New Jersey Bill Would Punish Eating, Drinking While Driving

When it comes to driver safety, New Jersey goes further than most states with its laws. Like many places, Garden State legislators have banned texting while driving. Unlike most places, they also prohibit drivers from pumping their own gas to keep them from hurting themselves. Now lawmakers are considering a bill that, if passed, could punish drivers for drinking, eating, or doing anything behind the wheel that isn’t driving.

The bill would address what it describes as “the increasing problem of distracted driving.” It calls for punishing drivers who do “any activity unrelated to the actual operation of a motor vehicle in a manner that interferes with the safe operation of the vehicle on public road or highway” and imposes three levels of fines depending on the number of times the driver has previously been cited for distracted driving. People who are pulled over for a third offense may get their driver’s licenses revoked.

The bill does not define what actions count as distracted driving, which leaves the law’s interpretation up to police officers. And though—as Larry Higgs of NJ.com noted—it seems unlikely that people will start getting pulled over for just taking a sip of coffee, the law is so incredibly broad that one can’t rule out the possibility of things like that happening.

As Ron Blitzer of LawNewz pointed out, the New Jersey Department of Law and Public Safety has a list of activities the state considers distracting for drivers. This includes tuning a radio, applying makeup, attending to children, and eating. The agency doesn’t require that the driver be acting as a danger to others—just that the action could conceivably cause him to become distracted.

But are these kinds of laws effective at preventing accidents and injury?

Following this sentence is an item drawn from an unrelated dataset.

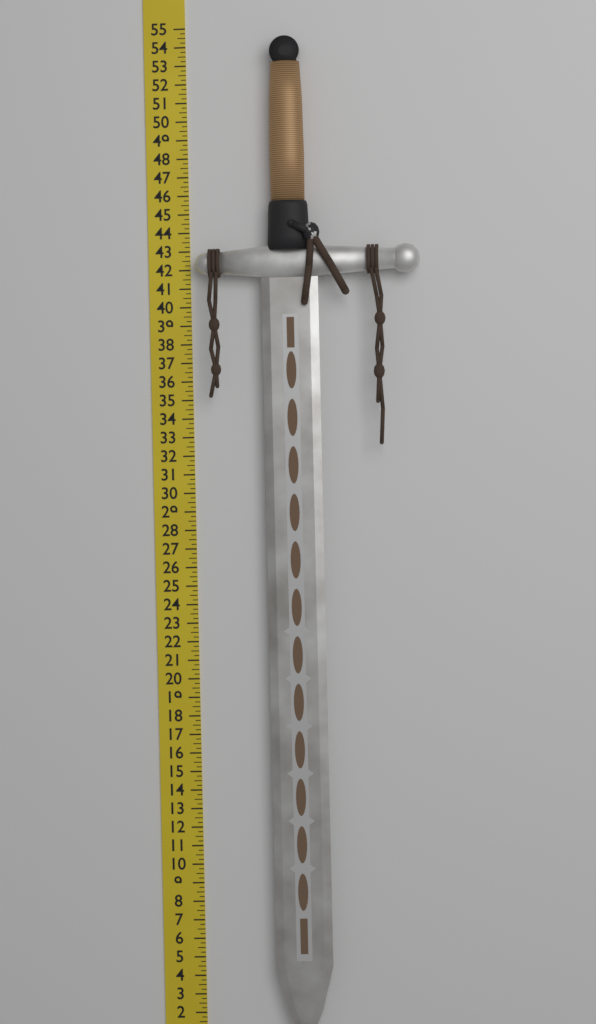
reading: 54.25 in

A 2010 study from the Highway Loss Data Institute found laws banning texting behind the wheel failed to reduce the number of crashes, with some states even seeing a subsequent increase in crash rates. A 2014 study in the Journal of Adolescent Health likewise found that the rate of serious car accidents in Michigan went up slightly following that state’s 2010 ban on texting while driving.

This has not stopped New Jersey lawmakers from trying to make this bill a law. “I’ve seen people reading the newspaper driving their cars,” said one of the co-sponsors, Assemblyman John Wisniewski (D–Middlesex), to News 12 New Jersey. “The more you do other things while you’re driving, the less you are paying attention to the road. The less attention you are paying to the road, the more likelihood that you’ll have an accident.”

It’s hard to deny that distracted driving can be dangerous, but some are already calling the legislation out for going too far. “This proposed distracted driving law is not needed, since three statutes can be used when a distraction causes unsafe actions, like swerving or crossing a line,” Steve Carrellas, the policy and government affairs director for the National Motorists Association in New Jersey, told NJ.com. Tracy Noble, spokeswoman for AAA Mid-Atlantic, added that the legislation would be difficult for police officers to enforce.

Wisniewski responded by telling the Associated Press the bill is needed to avoid having to draft additional legislation every time new technology is introduced.

An almost identical 2013 bill (also introduced by Wisniewski) was approved in committee but never made it to a full vote.